Am J Obstet Gynecol 139:154–159
Spencer JA, Alexander AA, Gomella L et al (1994) Ultrasound- guided four quadrant biopsy of the prostate: efficacy in the diagnosis of isoechoic cancer. Clin Radiol 49:711–714 Trojan L, Thomas D, Knoll T et al (2004) Expression of pro-
angiogenic growth factors VEGF, EGF, and bFGF and their topographical relation to neovascularisation in prostate cancer.
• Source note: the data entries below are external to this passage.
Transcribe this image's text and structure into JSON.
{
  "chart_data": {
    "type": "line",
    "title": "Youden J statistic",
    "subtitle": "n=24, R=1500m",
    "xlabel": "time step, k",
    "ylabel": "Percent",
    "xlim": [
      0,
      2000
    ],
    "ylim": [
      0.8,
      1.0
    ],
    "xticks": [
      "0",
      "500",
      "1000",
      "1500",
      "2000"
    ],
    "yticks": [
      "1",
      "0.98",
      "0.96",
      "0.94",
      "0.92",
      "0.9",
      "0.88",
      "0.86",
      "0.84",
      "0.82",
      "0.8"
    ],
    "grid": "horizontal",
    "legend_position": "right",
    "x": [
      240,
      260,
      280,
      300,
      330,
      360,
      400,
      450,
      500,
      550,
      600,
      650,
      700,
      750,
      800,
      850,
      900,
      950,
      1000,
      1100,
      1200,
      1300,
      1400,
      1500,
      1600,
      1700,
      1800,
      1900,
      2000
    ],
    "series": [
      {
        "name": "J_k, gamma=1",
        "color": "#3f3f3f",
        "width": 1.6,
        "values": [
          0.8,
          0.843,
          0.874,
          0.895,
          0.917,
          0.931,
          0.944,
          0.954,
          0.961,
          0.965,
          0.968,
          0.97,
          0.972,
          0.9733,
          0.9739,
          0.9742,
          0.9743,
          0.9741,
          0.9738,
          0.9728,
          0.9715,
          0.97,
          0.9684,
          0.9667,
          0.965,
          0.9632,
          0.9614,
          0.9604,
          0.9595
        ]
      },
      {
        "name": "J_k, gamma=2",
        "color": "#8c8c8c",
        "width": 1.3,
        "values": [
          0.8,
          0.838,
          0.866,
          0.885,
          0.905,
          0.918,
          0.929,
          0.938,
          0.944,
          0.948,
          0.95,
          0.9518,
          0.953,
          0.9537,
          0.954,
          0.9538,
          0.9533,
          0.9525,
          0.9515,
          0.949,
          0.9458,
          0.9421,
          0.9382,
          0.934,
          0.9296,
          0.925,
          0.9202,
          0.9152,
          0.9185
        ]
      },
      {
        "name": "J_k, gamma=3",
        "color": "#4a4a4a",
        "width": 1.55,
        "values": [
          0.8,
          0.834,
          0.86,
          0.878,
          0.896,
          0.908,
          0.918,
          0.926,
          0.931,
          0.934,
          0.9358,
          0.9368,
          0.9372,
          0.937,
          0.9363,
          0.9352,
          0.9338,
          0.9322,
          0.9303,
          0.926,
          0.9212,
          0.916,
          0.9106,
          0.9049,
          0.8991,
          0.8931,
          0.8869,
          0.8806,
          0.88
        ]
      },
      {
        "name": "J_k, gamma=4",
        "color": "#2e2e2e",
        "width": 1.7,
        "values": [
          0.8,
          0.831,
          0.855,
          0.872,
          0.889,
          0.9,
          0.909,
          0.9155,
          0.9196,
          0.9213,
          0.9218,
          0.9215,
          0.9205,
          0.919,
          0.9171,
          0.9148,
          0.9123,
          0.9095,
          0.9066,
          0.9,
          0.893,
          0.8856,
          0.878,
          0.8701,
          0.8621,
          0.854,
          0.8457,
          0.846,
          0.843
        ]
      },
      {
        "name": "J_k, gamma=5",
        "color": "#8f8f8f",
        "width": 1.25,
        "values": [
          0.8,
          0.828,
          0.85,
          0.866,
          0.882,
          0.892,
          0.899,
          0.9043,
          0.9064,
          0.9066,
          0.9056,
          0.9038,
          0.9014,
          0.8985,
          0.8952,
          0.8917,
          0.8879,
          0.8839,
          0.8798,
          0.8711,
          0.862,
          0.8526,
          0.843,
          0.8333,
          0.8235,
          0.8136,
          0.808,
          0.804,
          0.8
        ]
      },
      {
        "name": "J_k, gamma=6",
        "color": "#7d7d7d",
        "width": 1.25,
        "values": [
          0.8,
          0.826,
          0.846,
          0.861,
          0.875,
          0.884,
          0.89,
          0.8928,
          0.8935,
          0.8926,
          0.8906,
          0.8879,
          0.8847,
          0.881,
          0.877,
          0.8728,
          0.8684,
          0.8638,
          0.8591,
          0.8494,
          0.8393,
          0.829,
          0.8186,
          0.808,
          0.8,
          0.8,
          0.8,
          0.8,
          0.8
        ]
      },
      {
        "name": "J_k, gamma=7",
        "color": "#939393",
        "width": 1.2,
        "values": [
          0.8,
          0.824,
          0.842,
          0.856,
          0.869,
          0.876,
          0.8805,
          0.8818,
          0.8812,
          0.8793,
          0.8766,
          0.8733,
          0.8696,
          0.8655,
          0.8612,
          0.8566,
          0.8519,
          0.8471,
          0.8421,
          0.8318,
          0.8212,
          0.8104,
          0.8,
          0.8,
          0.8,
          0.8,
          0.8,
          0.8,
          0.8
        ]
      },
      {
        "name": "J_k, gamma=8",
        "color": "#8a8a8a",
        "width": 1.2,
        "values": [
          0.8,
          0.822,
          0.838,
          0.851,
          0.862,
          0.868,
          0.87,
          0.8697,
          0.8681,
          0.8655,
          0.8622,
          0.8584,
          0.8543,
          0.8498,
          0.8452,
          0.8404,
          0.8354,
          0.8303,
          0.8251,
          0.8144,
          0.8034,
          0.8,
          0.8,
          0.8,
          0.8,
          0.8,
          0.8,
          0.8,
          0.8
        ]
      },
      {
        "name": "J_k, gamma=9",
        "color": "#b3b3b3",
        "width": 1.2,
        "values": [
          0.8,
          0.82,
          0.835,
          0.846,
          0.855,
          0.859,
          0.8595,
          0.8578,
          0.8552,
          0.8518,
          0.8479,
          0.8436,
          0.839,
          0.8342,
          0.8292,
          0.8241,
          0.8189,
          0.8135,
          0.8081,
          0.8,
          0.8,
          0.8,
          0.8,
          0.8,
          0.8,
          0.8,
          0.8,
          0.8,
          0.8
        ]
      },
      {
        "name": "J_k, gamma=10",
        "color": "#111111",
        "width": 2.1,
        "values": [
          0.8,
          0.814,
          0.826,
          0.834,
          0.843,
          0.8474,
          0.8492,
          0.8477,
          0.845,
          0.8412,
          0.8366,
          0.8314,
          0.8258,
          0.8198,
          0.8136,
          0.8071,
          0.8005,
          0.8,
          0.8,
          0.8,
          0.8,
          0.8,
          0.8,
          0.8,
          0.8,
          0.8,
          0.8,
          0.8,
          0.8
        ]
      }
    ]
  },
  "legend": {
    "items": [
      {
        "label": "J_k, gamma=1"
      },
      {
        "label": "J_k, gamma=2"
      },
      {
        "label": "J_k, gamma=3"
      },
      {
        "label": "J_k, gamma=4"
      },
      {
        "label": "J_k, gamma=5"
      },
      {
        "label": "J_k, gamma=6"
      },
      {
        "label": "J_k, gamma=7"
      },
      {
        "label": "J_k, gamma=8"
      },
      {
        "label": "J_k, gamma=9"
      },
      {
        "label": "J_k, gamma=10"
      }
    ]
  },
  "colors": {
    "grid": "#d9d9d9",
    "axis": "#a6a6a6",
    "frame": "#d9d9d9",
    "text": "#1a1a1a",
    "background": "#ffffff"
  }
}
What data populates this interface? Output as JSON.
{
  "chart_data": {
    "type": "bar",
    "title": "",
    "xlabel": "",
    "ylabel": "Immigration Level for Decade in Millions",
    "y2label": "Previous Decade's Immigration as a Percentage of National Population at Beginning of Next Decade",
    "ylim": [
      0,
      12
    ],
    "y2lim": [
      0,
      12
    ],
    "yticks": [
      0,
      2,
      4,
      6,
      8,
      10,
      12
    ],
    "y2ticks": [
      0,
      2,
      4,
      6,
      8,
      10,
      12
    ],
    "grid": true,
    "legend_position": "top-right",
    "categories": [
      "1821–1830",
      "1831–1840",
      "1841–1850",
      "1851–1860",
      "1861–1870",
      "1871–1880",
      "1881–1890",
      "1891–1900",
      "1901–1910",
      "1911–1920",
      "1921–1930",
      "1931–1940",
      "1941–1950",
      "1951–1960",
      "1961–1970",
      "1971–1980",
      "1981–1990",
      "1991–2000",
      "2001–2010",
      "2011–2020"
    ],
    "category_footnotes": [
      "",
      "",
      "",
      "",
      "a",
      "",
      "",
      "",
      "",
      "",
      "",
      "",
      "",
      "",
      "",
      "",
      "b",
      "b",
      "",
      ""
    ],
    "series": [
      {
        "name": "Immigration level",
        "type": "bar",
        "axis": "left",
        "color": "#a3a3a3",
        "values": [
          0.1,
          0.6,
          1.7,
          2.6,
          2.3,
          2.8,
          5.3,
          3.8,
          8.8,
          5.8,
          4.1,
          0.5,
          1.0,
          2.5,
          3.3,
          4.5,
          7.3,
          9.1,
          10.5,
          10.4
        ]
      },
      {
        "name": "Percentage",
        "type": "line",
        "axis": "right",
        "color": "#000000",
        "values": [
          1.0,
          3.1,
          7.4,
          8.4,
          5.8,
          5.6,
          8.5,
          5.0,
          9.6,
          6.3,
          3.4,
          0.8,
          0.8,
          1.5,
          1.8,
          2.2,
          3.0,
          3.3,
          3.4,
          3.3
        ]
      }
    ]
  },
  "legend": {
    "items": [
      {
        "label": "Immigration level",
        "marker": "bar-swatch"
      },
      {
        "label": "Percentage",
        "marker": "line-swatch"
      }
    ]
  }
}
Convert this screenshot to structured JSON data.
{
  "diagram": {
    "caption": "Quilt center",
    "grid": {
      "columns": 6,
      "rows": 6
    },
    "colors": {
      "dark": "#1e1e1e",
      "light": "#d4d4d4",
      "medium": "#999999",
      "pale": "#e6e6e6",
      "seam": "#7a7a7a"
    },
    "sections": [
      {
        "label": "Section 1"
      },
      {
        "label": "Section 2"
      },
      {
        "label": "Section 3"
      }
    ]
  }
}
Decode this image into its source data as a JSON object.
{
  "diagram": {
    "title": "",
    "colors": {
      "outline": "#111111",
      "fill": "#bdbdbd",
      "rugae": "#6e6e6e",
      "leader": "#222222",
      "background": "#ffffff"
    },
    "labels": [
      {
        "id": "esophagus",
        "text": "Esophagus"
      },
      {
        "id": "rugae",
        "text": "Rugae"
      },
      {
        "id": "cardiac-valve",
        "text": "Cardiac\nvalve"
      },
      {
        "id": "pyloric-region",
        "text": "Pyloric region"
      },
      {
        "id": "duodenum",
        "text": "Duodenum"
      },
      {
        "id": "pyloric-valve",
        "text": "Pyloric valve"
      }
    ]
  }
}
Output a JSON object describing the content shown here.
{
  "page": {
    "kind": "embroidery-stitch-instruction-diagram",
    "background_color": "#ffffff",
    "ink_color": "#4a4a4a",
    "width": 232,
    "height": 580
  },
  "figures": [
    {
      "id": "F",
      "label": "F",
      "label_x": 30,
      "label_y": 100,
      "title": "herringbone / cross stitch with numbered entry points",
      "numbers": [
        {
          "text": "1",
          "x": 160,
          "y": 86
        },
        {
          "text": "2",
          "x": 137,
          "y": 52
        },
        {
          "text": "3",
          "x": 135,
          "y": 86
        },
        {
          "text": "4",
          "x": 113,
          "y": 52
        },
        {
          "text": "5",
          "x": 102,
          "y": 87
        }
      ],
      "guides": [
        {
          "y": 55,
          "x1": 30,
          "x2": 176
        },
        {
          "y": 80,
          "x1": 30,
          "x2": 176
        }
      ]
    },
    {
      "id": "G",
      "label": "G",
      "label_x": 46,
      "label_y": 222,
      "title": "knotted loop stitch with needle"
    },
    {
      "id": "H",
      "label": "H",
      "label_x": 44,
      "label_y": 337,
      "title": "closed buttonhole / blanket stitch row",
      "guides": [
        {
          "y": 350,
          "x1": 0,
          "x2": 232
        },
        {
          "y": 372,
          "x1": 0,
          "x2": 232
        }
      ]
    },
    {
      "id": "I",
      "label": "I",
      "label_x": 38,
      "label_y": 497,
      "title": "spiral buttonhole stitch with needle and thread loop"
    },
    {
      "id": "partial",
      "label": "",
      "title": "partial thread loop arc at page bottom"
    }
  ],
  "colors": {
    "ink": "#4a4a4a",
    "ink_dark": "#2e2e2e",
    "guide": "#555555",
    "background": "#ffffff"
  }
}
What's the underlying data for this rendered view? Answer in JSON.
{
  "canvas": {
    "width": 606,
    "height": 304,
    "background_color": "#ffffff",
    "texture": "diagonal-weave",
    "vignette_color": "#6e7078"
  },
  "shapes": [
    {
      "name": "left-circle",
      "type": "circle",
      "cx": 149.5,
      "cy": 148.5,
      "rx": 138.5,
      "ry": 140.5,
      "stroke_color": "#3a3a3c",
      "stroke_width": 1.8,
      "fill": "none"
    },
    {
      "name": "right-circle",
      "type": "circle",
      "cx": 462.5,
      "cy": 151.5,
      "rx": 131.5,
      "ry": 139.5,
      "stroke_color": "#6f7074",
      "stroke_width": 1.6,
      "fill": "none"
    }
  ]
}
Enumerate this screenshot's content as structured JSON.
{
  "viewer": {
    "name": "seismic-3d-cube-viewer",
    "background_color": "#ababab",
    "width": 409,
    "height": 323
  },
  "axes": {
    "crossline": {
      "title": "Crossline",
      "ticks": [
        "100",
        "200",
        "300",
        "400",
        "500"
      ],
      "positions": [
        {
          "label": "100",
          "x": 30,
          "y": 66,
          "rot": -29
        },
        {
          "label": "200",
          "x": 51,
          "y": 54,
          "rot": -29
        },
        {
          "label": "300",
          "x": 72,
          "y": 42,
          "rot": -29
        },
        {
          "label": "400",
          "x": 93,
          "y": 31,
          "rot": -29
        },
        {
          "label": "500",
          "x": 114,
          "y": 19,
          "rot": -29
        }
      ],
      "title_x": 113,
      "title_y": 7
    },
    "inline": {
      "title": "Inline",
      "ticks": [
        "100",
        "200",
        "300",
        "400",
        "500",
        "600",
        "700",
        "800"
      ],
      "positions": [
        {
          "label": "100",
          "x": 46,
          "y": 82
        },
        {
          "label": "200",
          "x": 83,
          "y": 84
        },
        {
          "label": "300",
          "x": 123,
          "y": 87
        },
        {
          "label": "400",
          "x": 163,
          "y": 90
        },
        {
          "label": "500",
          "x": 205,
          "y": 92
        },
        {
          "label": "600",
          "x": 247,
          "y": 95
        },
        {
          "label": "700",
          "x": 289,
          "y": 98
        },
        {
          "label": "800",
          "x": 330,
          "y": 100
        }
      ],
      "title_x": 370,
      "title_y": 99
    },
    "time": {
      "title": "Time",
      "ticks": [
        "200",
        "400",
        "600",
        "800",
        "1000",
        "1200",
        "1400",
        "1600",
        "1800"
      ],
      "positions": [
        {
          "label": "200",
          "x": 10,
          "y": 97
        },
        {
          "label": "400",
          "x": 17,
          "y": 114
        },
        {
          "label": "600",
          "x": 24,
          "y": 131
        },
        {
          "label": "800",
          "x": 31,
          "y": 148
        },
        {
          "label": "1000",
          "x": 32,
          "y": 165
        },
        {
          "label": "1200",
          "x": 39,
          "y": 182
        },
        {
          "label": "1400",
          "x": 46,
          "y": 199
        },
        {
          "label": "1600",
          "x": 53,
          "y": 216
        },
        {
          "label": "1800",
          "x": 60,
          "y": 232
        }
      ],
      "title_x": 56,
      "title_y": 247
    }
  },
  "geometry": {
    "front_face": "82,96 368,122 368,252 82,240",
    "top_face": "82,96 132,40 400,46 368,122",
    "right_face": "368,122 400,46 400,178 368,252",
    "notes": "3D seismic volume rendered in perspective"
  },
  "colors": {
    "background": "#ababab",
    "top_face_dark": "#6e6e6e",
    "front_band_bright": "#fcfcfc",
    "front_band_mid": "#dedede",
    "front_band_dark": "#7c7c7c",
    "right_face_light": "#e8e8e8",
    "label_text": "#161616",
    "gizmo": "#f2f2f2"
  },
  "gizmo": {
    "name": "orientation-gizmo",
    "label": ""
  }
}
Urol Res 32:97–103
Weaver RP, Noble MJ, Weigel JW (1991) Correlation of ultrasound guided and digitally guided directed transrectal biopsies of palpable prostatic abnormalities. J Urol 145:516–518 Weidner N, Semple JP, Welch WR, Folkman J (1991) Tumor
angiogenesis and metastasis: correlation in invasive breast carcinoma. N Engl J Med 324:1–8
Weidner N, Carroll PR, Flax J et al (1993) Tumor angiogenesis correlates with metastasis in invasive prostate carcinoma.